I'm excited to report that the development site for Sun's JavaCC parser generator is now being served up via Velocity templates (by way of CollabNet's SourceCast)!
Daniel,
I don't begrudge you the self-congratulatory tone of the announcement. I know that it is very gratifying when other people use your work. On the other hand, one infers an undue level of complacency in your camp. If I were someone with a significant investment in Velocity, I would find this kind of unsettling. The fact remains that no Velocity development to speak of has occurred for about a year. You, Daniel, are the last guy to have committed any code to the core project. And that was still 7 months ago. But actually, I would say that, to all intents and purposes, Velocity develoment came to a standstill at least a year ago.
Now, software technology moves fairly quickly. A year is a very long time. For example, I can tell you that the competing project that is largely my fault (;-)) FreeMarker, has improved dramatically over the last year or so. We are now in our 4th major release cycle of the last 16 months, and each such cycle has added major new features. Come to think of it, I wonder: what was the last significant feature added to Velocity and when was it added?
Now, certainly, Velocity, due to being a jakarta project, has very good placement, and gets a lot of usage out there. It certainly has a huge marketing/placement advantage over FreeMarker. It is likely that Velocity will continue to have more users than FreeMarker despite FreeMarker's cutting edge features.
But then look at JSP. The situation there is night and day. JSP has a huge placement advantage over Velocity and JSP has been improving a lot too. There is JSTL and Java server faces, and now a whole bunch of 3rd party JSP taglibs are making their appearance -- things like CeWolf and SiteMesh and so on -- functionality that JSP users can draw on and are not available if you use Velocity. (They are available from FreeMarker since we added taglib support, BTW.)
So, it does not make sense to me that you guys are sitting on your laurels like this. And certainly, it seems to me quite subjectively that traffic on this list (I mean velocity-user) is not what it used to be...
So, while I don't begrudge you the self-congratulatory notes when you see a high-profile website using Velocity, I actually think that some apocalyptic gloom-and-doom sorts of posts would be more appropriate objectively. At least if they served to rally the troops. Complacency does not seem to be indicated. Not in this sector -- nosirrr.
Or really, cutting to the chase: Do you guys have any plans for future development of Velocity?
http://javacc.dev.java.net/
The happy irony is that Velocity is built on top of a JavaCC-generated parser. Gotta love that synergy.
Well, FreeMarker also uses a JavaCC-generated parser. I was quite interested to learn that JavaCC is now open-sourced. I learned of this from your post. Thank you for that.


**Your objective:**
Return all of the data verbatim, dropping any picture.

**Material to process:**
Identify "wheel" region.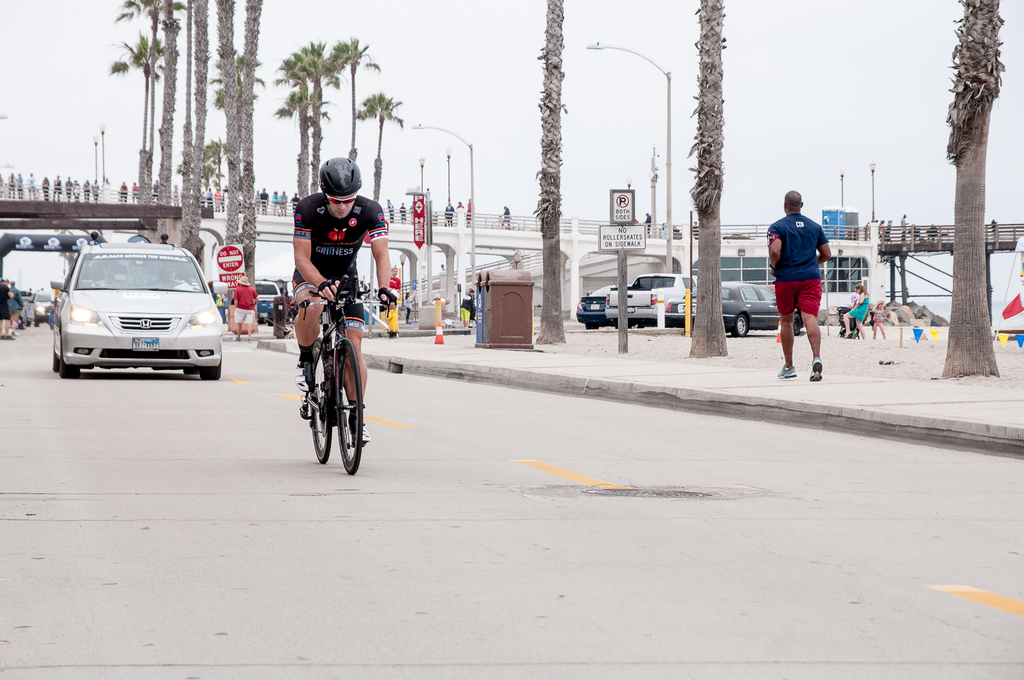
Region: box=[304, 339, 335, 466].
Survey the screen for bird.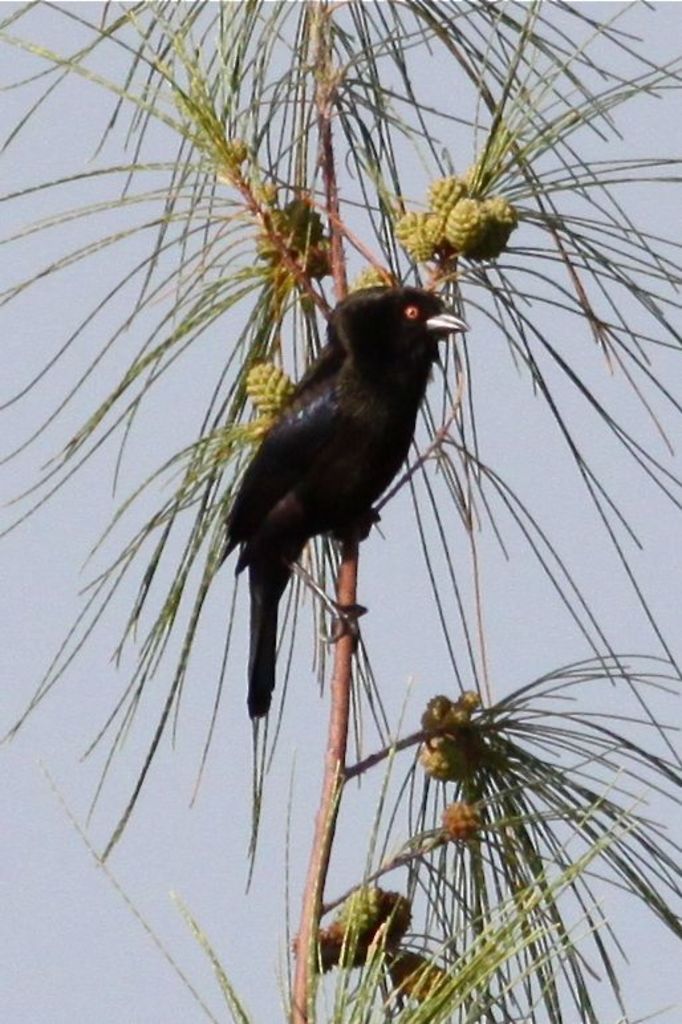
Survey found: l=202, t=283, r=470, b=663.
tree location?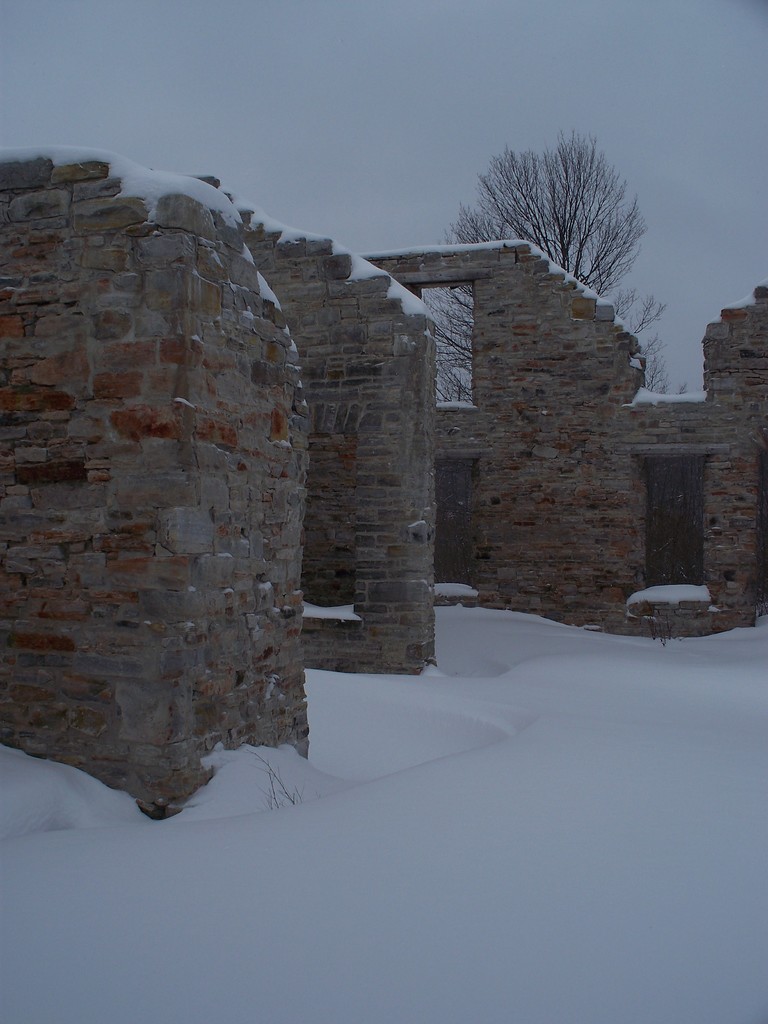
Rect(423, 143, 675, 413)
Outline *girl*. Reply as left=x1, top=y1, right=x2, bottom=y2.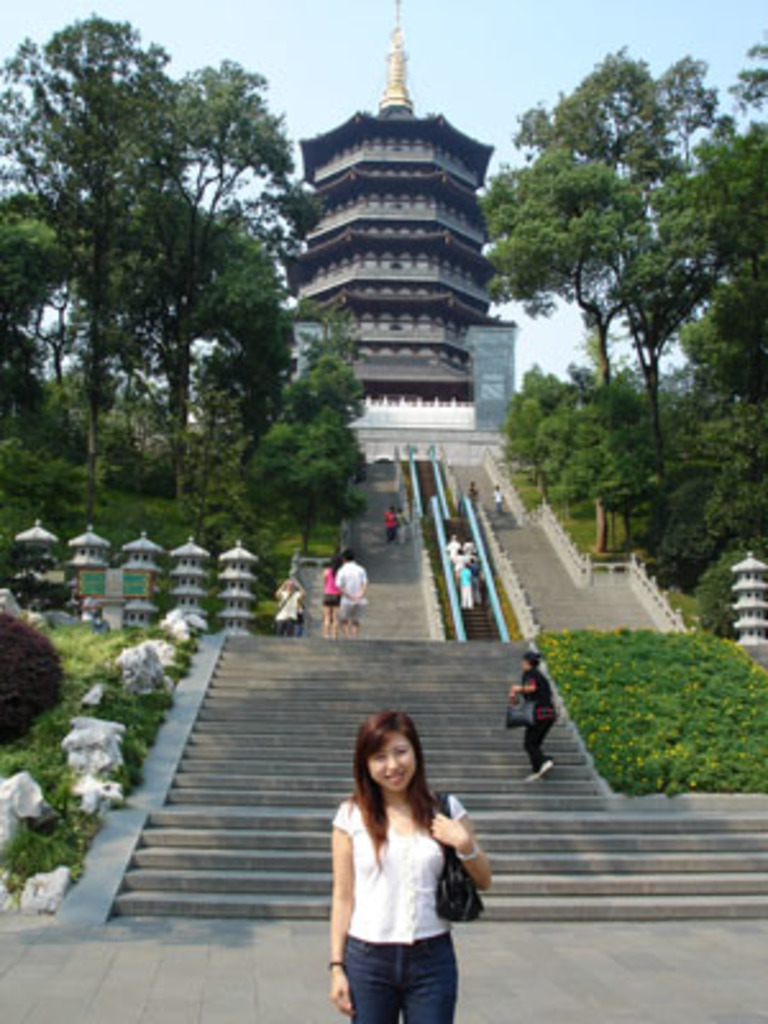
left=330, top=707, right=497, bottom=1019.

**Response to this exercise:**
Identify "wheel" region.
Region: box=[304, 339, 335, 466].
Survey the screen for bird.
Survey found: l=202, t=283, r=470, b=663.
tree location?
Rect(423, 143, 675, 413)
Outline *girl*. Reply as left=x1, top=y1, right=x2, bottom=y2.
left=330, top=707, right=497, bottom=1019.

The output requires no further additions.